Viruses and Market Dominance - Myth or Fact?
rocketjam writes "An article at The Register, authored by Scott Granneman of SecurityFocus, examines the conventional wisdom that if Linux or Mac OS X were as popular as Windows, there would be just as many viruses written for those platforms. Mr. Granneman bluntly says this is wrong, then proceeds to detail the fundamental differences between those OS's and Windows which make Windows an easy and inviting target for virus-writers, as opposed to the Unix-based platforms."
Just gotta love this: advocacy disguised as so called 'objective journalism'. Firstly, the point if moot: 'what ifs' are not a valid line of reasoning. Perhaps Linux would be less vulnerable - but we will never know, because it is not as popular a desktop system, as MS stuffy thingee is.
Secondly, maybe the very aspects of Linux that would prove it more secure render it less popular. Actually, I am quite certain that this is the case.
Besides, I do not think anyone in his/her/its right mind considers Linux superior just because its concept is so dated.
-m-
I would like to die like my grandfather did - sleeping. And not screaming in terror, like his passengers.
There are some good points in the article, but also some that really don't hold water.
* If it is too hard to run an executable sent as an e-mail attachment, this is a lack-of-feature in Linux e-mail software, not a feature. It should be capable of automatically correctly setting file modes when saving an executable attachment.
* The "strong community around Linux" argument would fall over if Linux became as widespread as Windows - so this is really just the "only because Windows is so popular" argument in disguise.
* Outlook uses IE to display HTML - who would write an entire new HTML engine when they already have one to hand? (This can become a problem if it is unnecessarily run with Admin priviliges. Unix has had problems with this, where a big program does one little thing that needs root, so it runs as root, then exploits in other parts of the program give root access. I think most of these are fixed now.)
* Many criticisms are about MS's applications, rather than the OS - e.g. Kmail's policy to HTML compared to Outbreak's. (This is still MS's fault, but it is Outlook vs KMail rather than Windows vs Linux. Unlike the OS level complaints, MS could fix these quickly if they cared.)
Some good points:
* Windows users running with Admin priviliges. In Linux, when I try to install a new package I get a box popping up asking for the root password. In Windows, I have to log out and then back in as Admin to install anything - this pain encourages users to grant Admin to their normal accounts.
* Window's intertwining of OS, application, data - in particular, non-Admin installed DLL's which then get run by Admin. (I'm taking his word for this - I don't know windows enough to know if this is so.)
Quattuor res in hoc mundo sanctae sunt: libri, liberi, libertas et liberalitas.
Oh, come on. Is your mom really as stupid as a horse?
Don't let the lusers get you down.
It is not /home, it is YOUR home. You the idiot who decided to infect the machine. Everyone else's data is safe.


EXERCISE BRIEF: Pictures left aside, return the lines below exactly, from the one with "Target tower." to the end, including both ends.

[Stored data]

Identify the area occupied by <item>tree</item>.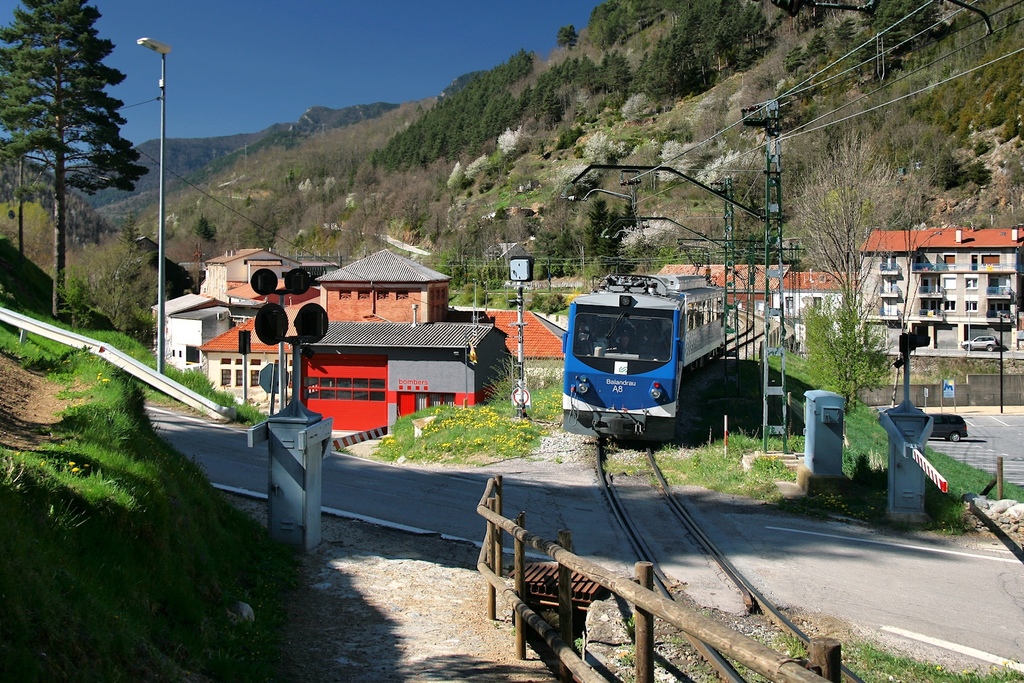
Area: detection(602, 202, 627, 240).
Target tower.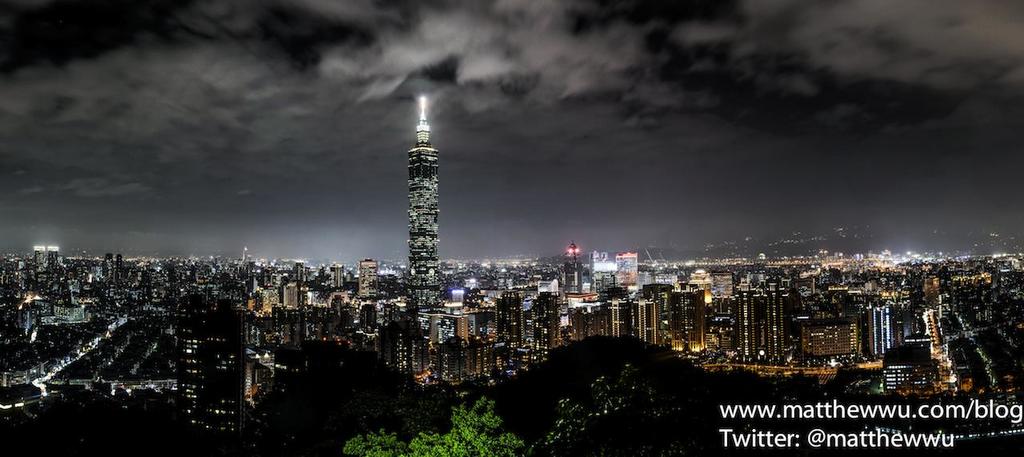
Target region: x1=495 y1=290 x2=524 y2=342.
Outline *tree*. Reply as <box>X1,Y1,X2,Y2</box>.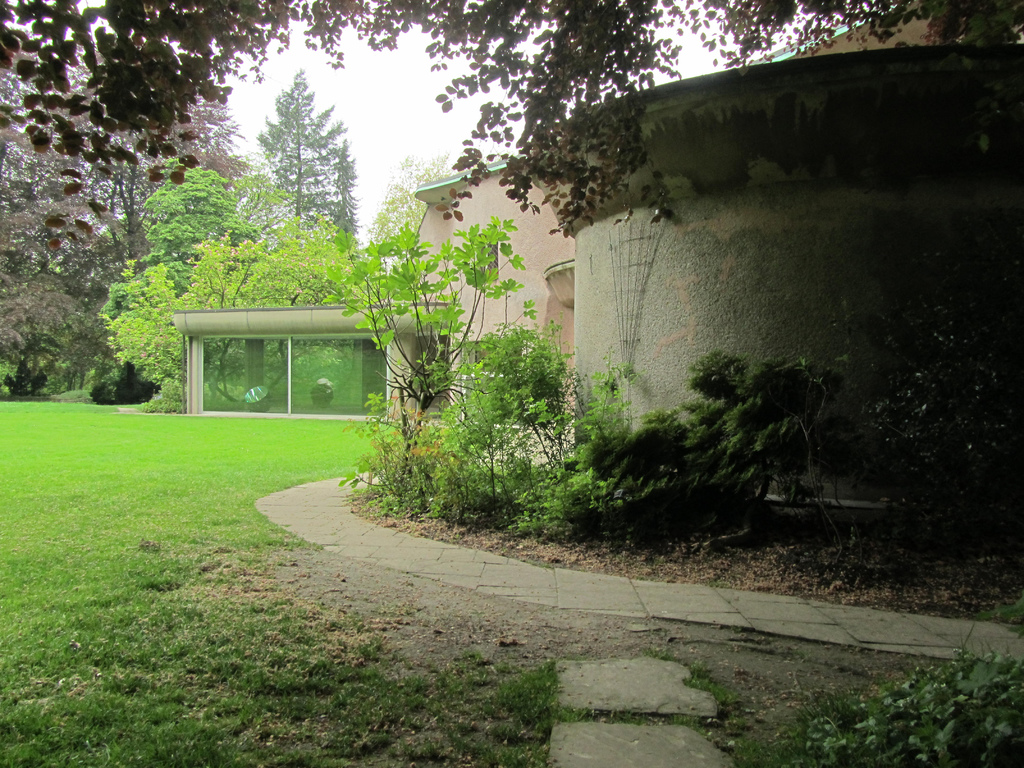
<box>0,0,248,396</box>.
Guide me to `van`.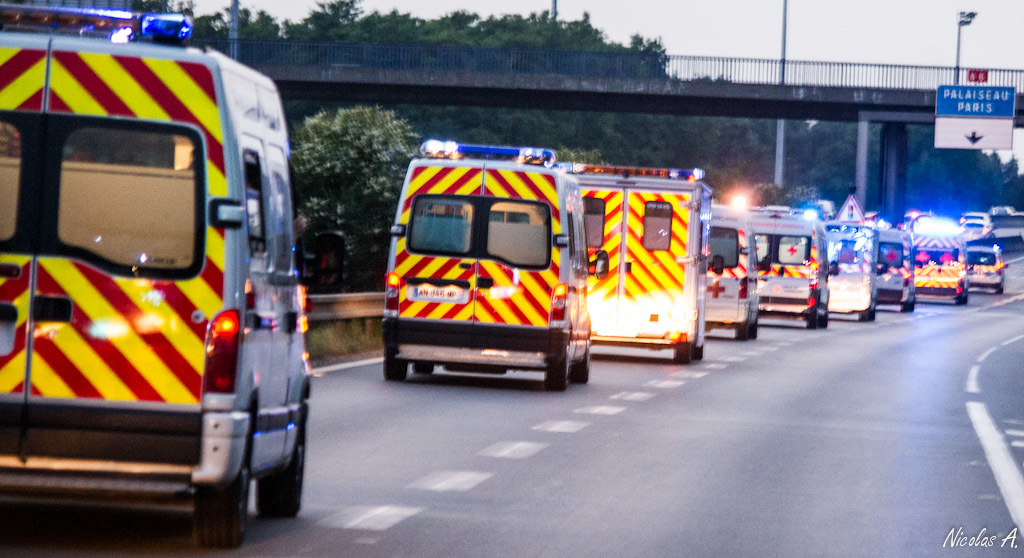
Guidance: (left=968, top=243, right=1008, bottom=292).
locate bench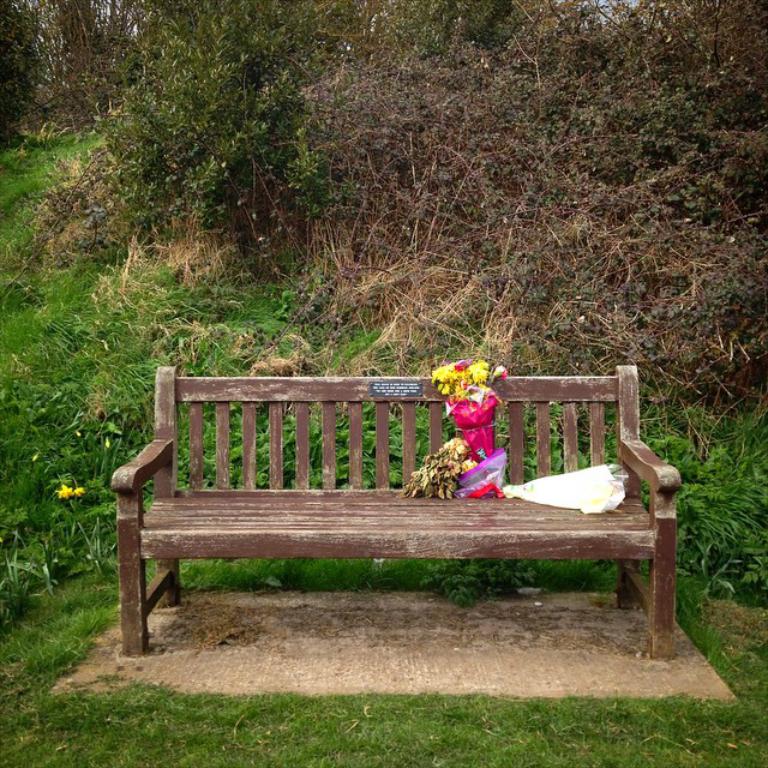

ANSWER:
Target tower.
Target region: x1=495 y1=290 x2=524 y2=342.
Outline *tree*. Reply as <box>X1,Y1,X2,Y2</box>.
<box>0,0,248,396</box>.
Guide me to `van`.
Guidance: (left=968, top=243, right=1008, bottom=292).
locate bench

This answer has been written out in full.